Earlier that day we were having lunch in the main dining room. Other women heckled back third and fourth glasses of too sweet Riesling. She didn't talk to me, didn't look up from repeatedly rolling a cherry tomato back and forth over the gradients of her half empty plate. I let my ears drift in and out of the various conversations; each one equally as boring, carried out like an unbearable performance. Finally she made her attempt to penetrate its tight translucent surface with her silver twines, but instead of taking hold of it, the small red object sprung across the table and into the lap of one of the gossiping women. As the woman stood up, the ball that had rolled down her dress left a short trail of small white seeds smeared with orangish-red tendrils. She looked as if she'd punch my mother. "You stupid, fucking American bitch," her voice was tightening up like a nervous violin. "Do you know how expensive this dress is?
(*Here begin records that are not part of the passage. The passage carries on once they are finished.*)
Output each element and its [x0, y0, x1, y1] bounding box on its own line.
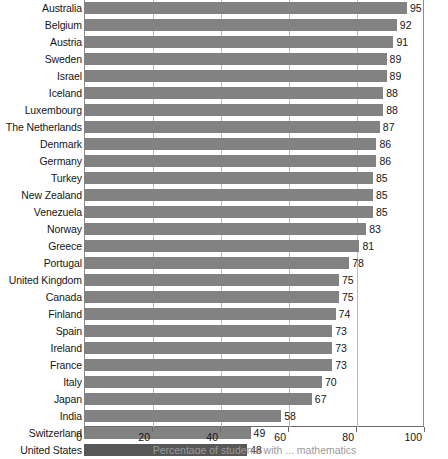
bar-value-label: 89: [387, 70, 402, 82]
bar-row: Luxembourg88: [0, 102, 448, 119]
bar: [84, 359, 332, 371]
bar-row: Austria91: [0, 34, 448, 51]
bar: [84, 291, 339, 303]
bar: [84, 138, 376, 150]
x-axis-tick: [356, 427, 357, 432]
bar: [84, 104, 383, 116]
category-label: Canada: [0, 290, 82, 304]
bar: [84, 36, 393, 48]
bar-row: Norway83: [0, 221, 448, 238]
bar-value-label: 86: [376, 155, 391, 167]
category-label: Luxembourg: [0, 103, 82, 117]
bar: [84, 393, 312, 405]
bar: [84, 240, 359, 252]
bar-row: Japan67: [0, 391, 448, 408]
bar: [84, 274, 339, 286]
bar-track: 95: [84, 2, 424, 14]
bar-row: Sweden89: [0, 51, 448, 68]
category-label: United Kingdom: [0, 273, 82, 287]
bar-track: 75: [84, 274, 424, 286]
x-axis-tick: [152, 427, 153, 432]
x-axis-title: Percentage of students with ... mathemat…: [84, 444, 425, 454]
bar-value-label: 73: [332, 342, 347, 354]
bar: [84, 87, 383, 99]
category-label: Sweden: [0, 52, 82, 66]
bar-row: Ireland73: [0, 340, 448, 357]
category-label: Norway: [0, 222, 82, 236]
category-label: Australia: [0, 1, 82, 15]
bar-track: 81: [84, 240, 424, 252]
bar-value-label: 86: [376, 138, 391, 150]
category-label: India: [0, 409, 82, 423]
category-label: Austria: [0, 35, 82, 49]
bar-track: 75: [84, 291, 424, 303]
bar-track: 88: [84, 87, 424, 99]
x-axis-tick-label: 80: [314, 431, 354, 443]
x-axis-tick: [288, 427, 289, 432]
category-label: Japan: [0, 392, 82, 406]
bar-row: Australia95: [0, 0, 448, 17]
bar: [84, 410, 281, 422]
bar: [84, 376, 322, 388]
bar-track: 91: [84, 36, 424, 48]
bar-value-label: 74: [336, 308, 351, 320]
bar-row: Portugal78: [0, 255, 448, 272]
bar-value-label: 67: [312, 393, 327, 405]
category-label: Greece: [0, 239, 82, 253]
x-axis-tick-label: 60: [246, 431, 286, 443]
bar: [84, 342, 332, 354]
bar-track: 74: [84, 308, 424, 320]
bar-row: Turkey85: [0, 170, 448, 187]
x-axis: 020406080100: [84, 427, 425, 443]
bar-row: Denmark86: [0, 136, 448, 153]
category-label: Spain: [0, 324, 82, 338]
bar-track: 86: [84, 138, 424, 150]
bar-track: 73: [84, 359, 424, 371]
category-label: Ireland: [0, 341, 82, 355]
bar-value-label: 88: [383, 87, 398, 99]
x-axis-tick-label: 0: [42, 431, 82, 443]
bar-row: Venezuela85: [0, 204, 448, 221]
x-axis-tick-label: 40: [178, 431, 218, 443]
bar-row: Spain73: [0, 323, 448, 340]
x-axis-tick: [424, 427, 425, 432]
bar-track: 85: [84, 206, 424, 218]
bar-row: Israel89: [0, 68, 448, 85]
bar-value-label: 85: [373, 206, 388, 218]
bar-value-label: 95: [407, 2, 422, 14]
bar-row: The Netherlands87: [0, 119, 448, 136]
bar-value-label: 73: [332, 325, 347, 337]
bar: [84, 325, 332, 337]
bar-track: 70: [84, 376, 424, 388]
bar-track: 73: [84, 325, 424, 337]
category-label: Venezuela: [0, 205, 82, 219]
category-label: Portugal: [0, 256, 82, 270]
bar-track: 73: [84, 342, 424, 354]
category-label: Iceland: [0, 86, 82, 100]
category-label: United States: [0, 443, 82, 457]
bar-track: 86: [84, 155, 424, 167]
bar-row: Germany86: [0, 153, 448, 170]
bar: [84, 19, 397, 31]
bar-value-label: 70: [322, 376, 337, 388]
bar-value-label: 87: [380, 121, 395, 133]
x-axis-tick: [220, 427, 221, 432]
bar-value-label: 89: [387, 53, 402, 65]
category-label: Belgium: [0, 18, 82, 32]
bar-track: 58: [84, 410, 424, 422]
bar-track: 67: [84, 393, 424, 405]
bar-value-label: 75: [339, 274, 354, 286]
bar-value-label: 73: [332, 359, 347, 371]
bar-track: 78: [84, 257, 424, 269]
bar: [84, 121, 380, 133]
bar: [84, 223, 366, 235]
bar-track: 89: [84, 70, 424, 82]
bar: [84, 257, 349, 269]
category-label: Italy: [0, 375, 82, 389]
bar-track: 92: [84, 19, 424, 31]
category-label: New Zealand: [0, 188, 82, 202]
bar-value-label: 85: [373, 189, 388, 201]
bar: [84, 189, 373, 201]
bar: [84, 308, 336, 320]
category-label: Israel: [0, 69, 82, 83]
I just got it last week!" Her mouth contorted more, she rolled her eyes back for effect. "Swine cunt! It's no wonder your town burnt to the ground." I looked at the woman. My mother relaxed her posture, comfortably reverting to the voice of her bastard childhood, "What the fuck are you talking about?" The woman smiled, holding the reins of silence for a moment with an air of disgusting pride. "What? You haven't heard? Read the paper? There were riots in Detroit last week, in many places actually, whole cities fucked into the ground." In fire, in broken glass, people dragged by one arm down the streets, heads smashed, police batons, blood on the cement.

But it hadn't been in the papers, yet.